**TASK DESCRIPTION:**
Copy out the full set of records. Keep every word the same.

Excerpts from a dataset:
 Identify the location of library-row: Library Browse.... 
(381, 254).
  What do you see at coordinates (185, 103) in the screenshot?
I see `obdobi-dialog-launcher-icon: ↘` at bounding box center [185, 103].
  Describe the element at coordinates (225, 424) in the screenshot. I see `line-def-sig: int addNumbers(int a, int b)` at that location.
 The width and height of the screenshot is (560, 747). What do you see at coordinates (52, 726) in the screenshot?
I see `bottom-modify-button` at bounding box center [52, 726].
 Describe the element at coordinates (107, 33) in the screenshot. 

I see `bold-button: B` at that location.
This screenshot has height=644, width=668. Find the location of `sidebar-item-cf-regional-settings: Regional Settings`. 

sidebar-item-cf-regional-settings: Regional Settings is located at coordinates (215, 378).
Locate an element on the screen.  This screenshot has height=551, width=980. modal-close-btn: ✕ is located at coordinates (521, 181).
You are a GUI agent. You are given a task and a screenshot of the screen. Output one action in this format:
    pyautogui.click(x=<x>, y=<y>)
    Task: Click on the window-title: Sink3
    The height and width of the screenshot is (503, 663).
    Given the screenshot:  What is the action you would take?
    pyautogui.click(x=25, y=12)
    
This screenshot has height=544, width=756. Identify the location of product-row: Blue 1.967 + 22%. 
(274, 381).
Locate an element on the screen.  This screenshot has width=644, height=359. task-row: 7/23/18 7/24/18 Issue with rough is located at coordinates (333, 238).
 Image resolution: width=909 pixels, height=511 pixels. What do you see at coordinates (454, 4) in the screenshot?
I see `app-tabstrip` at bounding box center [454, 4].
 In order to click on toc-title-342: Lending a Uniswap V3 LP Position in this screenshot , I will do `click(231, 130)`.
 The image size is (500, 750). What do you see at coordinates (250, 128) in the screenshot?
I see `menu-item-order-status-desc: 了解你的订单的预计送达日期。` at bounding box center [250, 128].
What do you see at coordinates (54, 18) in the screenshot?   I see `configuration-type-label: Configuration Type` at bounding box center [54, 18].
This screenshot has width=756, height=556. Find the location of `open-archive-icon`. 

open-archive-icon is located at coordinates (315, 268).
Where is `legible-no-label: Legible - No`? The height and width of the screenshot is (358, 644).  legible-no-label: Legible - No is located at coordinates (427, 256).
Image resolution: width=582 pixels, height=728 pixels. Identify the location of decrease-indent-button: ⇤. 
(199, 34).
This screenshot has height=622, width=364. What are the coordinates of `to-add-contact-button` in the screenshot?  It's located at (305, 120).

**TASK RESPONSE:**
 Identify the location of library-row: Library Browse.... 
(381, 254).
  What do you see at coordinates (185, 103) in the screenshot?
I see `obdobi-dialog-launcher-icon: ↘` at bounding box center [185, 103].
  Describe the element at coordinates (225, 424) in the screenshot. I see `line-def-sig: int addNumbers(int a, int b)` at that location.
 The width and height of the screenshot is (560, 747). What do you see at coordinates (52, 726) in the screenshot?
I see `bottom-modify-button` at bounding box center [52, 726].
 Describe the element at coordinates (107, 33) in the screenshot. 

I see `bold-button: B` at that location.
This screenshot has height=644, width=668. Find the location of `sidebar-item-cf-regional-settings: Regional Settings`. 

sidebar-item-cf-regional-settings: Regional Settings is located at coordinates (215, 378).
Locate an element on the screen.  This screenshot has height=551, width=980. modal-close-btn: ✕ is located at coordinates (521, 181).
You are a GUI agent. You are given a task and a screenshot of the screen. Output one action in this format:
    pyautogui.click(x=<x>, y=<y>)
    Task: Click on the window-title: Sink3
    The height and width of the screenshot is (503, 663).
    Given the screenshot:  What is the action you would take?
    pyautogui.click(x=25, y=12)
    
This screenshot has height=544, width=756. Identify the location of product-row: Blue 1.967 + 22%. 
(274, 381).
Locate an element on the screen.  This screenshot has width=644, height=359. task-row: 7/23/18 7/24/18 Issue with rough is located at coordinates (333, 238).
 Image resolution: width=909 pixels, height=511 pixels. What do you see at coordinates (454, 4) in the screenshot?
I see `app-tabstrip` at bounding box center [454, 4].
 In order to click on toc-title-342: Lending a Uniswap V3 LP Position in this screenshot , I will do `click(231, 130)`.
 The image size is (500, 750). What do you see at coordinates (250, 128) in the screenshot?
I see `menu-item-order-status-desc: 了解你的订单的预计送达日期。` at bounding box center [250, 128].
What do you see at coordinates (54, 18) in the screenshot?   I see `configuration-type-label: Configuration Type` at bounding box center [54, 18].
This screenshot has width=756, height=556. Find the location of `open-archive-icon`. 

open-archive-icon is located at coordinates (315, 268).
Where is `legible-no-label: Legible - No`? The height and width of the screenshot is (358, 644).  legible-no-label: Legible - No is located at coordinates (427, 256).
Image resolution: width=582 pixels, height=728 pixels. Identify the location of decrease-indent-button: ⇤. 
(199, 34).
This screenshot has height=622, width=364. What are the coordinates of `to-add-contact-button` in the screenshot?  It's located at (305, 120).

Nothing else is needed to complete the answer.